List of my music ratings on Yahoo Launchcast Radio

This post is really an aide memoire for my own benefit; the hacks at Yahoo seem to be on to my multiple identities scam which allows me to listen to my fantastic customized radiostation most of the day. I think, without blowing my own fiddle, that I have amassed the greatest most bestest playlist in the history of cultural history. So without further adieu - the doors have been sealed, the mic is now off - I present my tastes in music for general aquirement...and posterity.

Oeuvres Completes:
Aphex Twin, Autechre, Joy Division, Grace Jones, Interpol, Sparks, Devo, Boards of Canada, Sisters of Mercy, Beck, Mogwai, Brian Eno.

Only this album(s):
'Neu 75' by Neu!,
'Low', 'Lodger' and 'Heroes' by David Bowie - and maybe 'Labyrinth',
'This Modern Dance', by Pere Ubu,
'Pleasure Principle' and 'Telekon' by Gary Numan,
'Walking With Thee', by Clinic,
'Lunatic Harness' by Mu-ziq,
'Funky Christmas', by James Brown,
'Dead Cities, Red Seas and Lost Ghosts', by M83,
'Goldfinger: Soundtrack', by John Barry

Selected Songs:
'Age of Consent', 'Ceremony' by New Order,
'New Religion' by Duran Duran
'Whats New Pussycat?', by Tom Jones
'Just Fascination', by Cabaret Voltaire
'Corpses in Their Mouths' and 'Dolphins Were Monkeys remix' by Ian Brown,
'Melt', by Leftfield,
'Mojo Pin' by Jeff 'better off dead' Buckley,
'Airbag', 'How to Disappear Completely', 'Idiotheque', by Radiohead,
'Dancing in the Dark', (yeah!!) by Bruce Springsteen,
'Marquee Moon', 'See No Evil', by Television,
'This Connecting Flight', by David Holmes,
'Bela Lugosi's Dead', by Bauhaus,
'Barely Legal (E.P. version), by The Strokes,
'The Rat', by The Walkmen,
'Halcyon and on and on', by Orbital,
'Sayonara', by The Pogues,
'Perfect Pop Band', by Komputer,
'Patience' by Guns n' Roses,
'At Home He's a Tourist', by Gang of Four,
'Babies', by Pulp,

Somethin else, hah? Feel free to partake of the 'good vibrations' emanting from this blob - oh ho ho, i is good!
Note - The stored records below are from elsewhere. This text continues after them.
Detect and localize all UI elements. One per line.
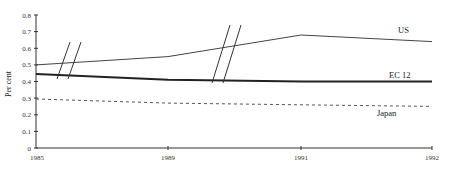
y-tick-label: 0.2 (22, 111, 31, 119)
series-us-line (36, 35, 432, 65)
y-tick-label: 0.8 (22, 12, 31, 20)
y-axis-title: Per cent (4, 70, 13, 97)
y-tick-label: 0.3 (22, 95, 31, 103)
y-tick-label: 0.4 (22, 78, 31, 86)
x-tick-label: 1991 (294, 154, 309, 162)
y-tick-label: 0 (28, 145, 32, 153)
x-tick-label: 1989 (161, 154, 176, 162)
axis-break-marker (57, 42, 81, 79)
y-tick-label: 0.7 (22, 28, 31, 36)
series-japan-line (36, 99, 432, 106)
x-tick-label: 1985 (30, 154, 45, 162)
series-ec12-line (36, 74, 432, 82)
x-tick-label: 1992 (425, 154, 440, 162)
y-tick-label: 0.6 (22, 45, 31, 53)
x-axis: 1985 1989 1991 1992 (30, 146, 440, 162)
y-axis: 0 0.1 0.2 0.3 0.4 0.5 0.6 0.7 0.8 (22, 12, 38, 153)
y-tick-label: 0.5 (22, 61, 31, 69)
axis-break-marker (212, 25, 241, 83)
series-japan-label: Japan (377, 108, 397, 118)
y-tick-label: 0.1 (22, 128, 31, 136)
series-ec12-label: EC 12 (389, 70, 411, 80)
line-chart: Per cent 0 0.1 0.2 0.3 0.4 0.5 0.6 0.7 0… (0, 0, 449, 172)
series-us-label: US (398, 25, 409, 35)
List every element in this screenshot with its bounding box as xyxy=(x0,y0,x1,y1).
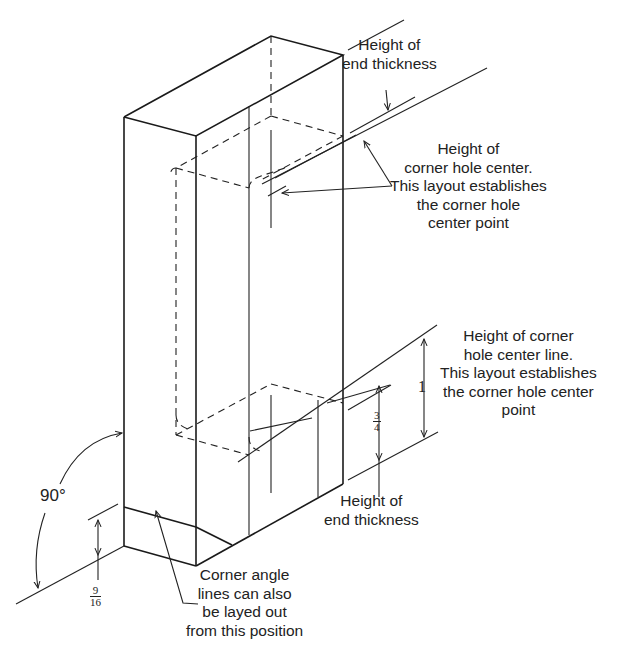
extension-lines-left xyxy=(16,433,198,604)
frac-denominator: 16 xyxy=(90,597,101,608)
label-corner-hole-center-line: Height of cornerhole center line.This la… xyxy=(440,327,597,420)
dim-nine-sixteenths: 9 16 xyxy=(90,585,101,608)
label-end-thickness-top: Height ofend thickness xyxy=(342,36,437,73)
angle-90-label: 90° xyxy=(40,487,66,506)
dim-one: 1 xyxy=(418,378,426,396)
label-end-thickness-bottom: Height ofend thickness xyxy=(324,492,419,529)
extension-lines-bottom xyxy=(238,325,438,497)
label-corner-hole-center: Height ofcorner hole center.This layout … xyxy=(390,140,547,233)
label-corner-angle-lines: Corner anglelines can alsobe layed outfr… xyxy=(186,566,303,640)
diagram-canvas: Height ofend thickness Height ofcorner h… xyxy=(0,0,644,648)
block-drawing xyxy=(0,0,644,648)
frac-denominator: 4 xyxy=(373,422,381,433)
block-outline xyxy=(124,36,343,566)
dim-three-quarters: 3 4 xyxy=(373,410,381,433)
On the Leprosy of the Epic Film

Before you join the herd and file towards your local cinema for the latest Ridley Scott 'epic' - 'Kingdom of Heaven' - , permit me to launch into one of my patented (t)issues - luxurious and expensive, but also handy and re-useable. While the first phase of the epic film in the 1950s and 60s were lavishly reactionary and disgustingly religious, they did manage to keep Charlton Heston busy. Yet the new phase, begun in Synge Street C.B.S in 1997 when a 'Braveheart'/'Michael Collins' double-bill was shown during religion class, have no merits beyond mesmerising potentially violent scobie's for an hour and half. Yes, the ingredients of this epic genre were plain to see; swelling music, opening (minor) battle, major-battle interspersed with (romantic) events elsewhere, rousing nationalism/humanism, and appalling historical inaccuracies. Yet Ridley Scott, with his wank-fest 'Gladiator' introduced new 'epic' signatures such as the stroking of the wheat-field, the caressing of muck/sand, and the presence of black characters who spoke English to Russell Farell. His forthcoming devilry 'Kingdom of Heaven' is of grave concern to the anti-epic contingent here in Ireland. The lover's of the epic (Lepers) will wet themselves to see epic veterans Liam Glesson and Brendan Nesson both starring alongside Jeremy 'Irish tax-exile cos of that Lolita incident' Irons reprising his role as a cleric from 'The Mission'. With Mel Gibson as Jesus fighting the English in revolutionary America, Gandalf the White treating Brad Pitt's acne on the beaches of Troy, and Mick Lally showing Val Kilmer his favourite leprachaun suit, the history courses in UCD should be packed for generations to come. With at least two versions of 'Beowulf' on the way the leper-achauns will be haunting the cinema ailses for some time to come.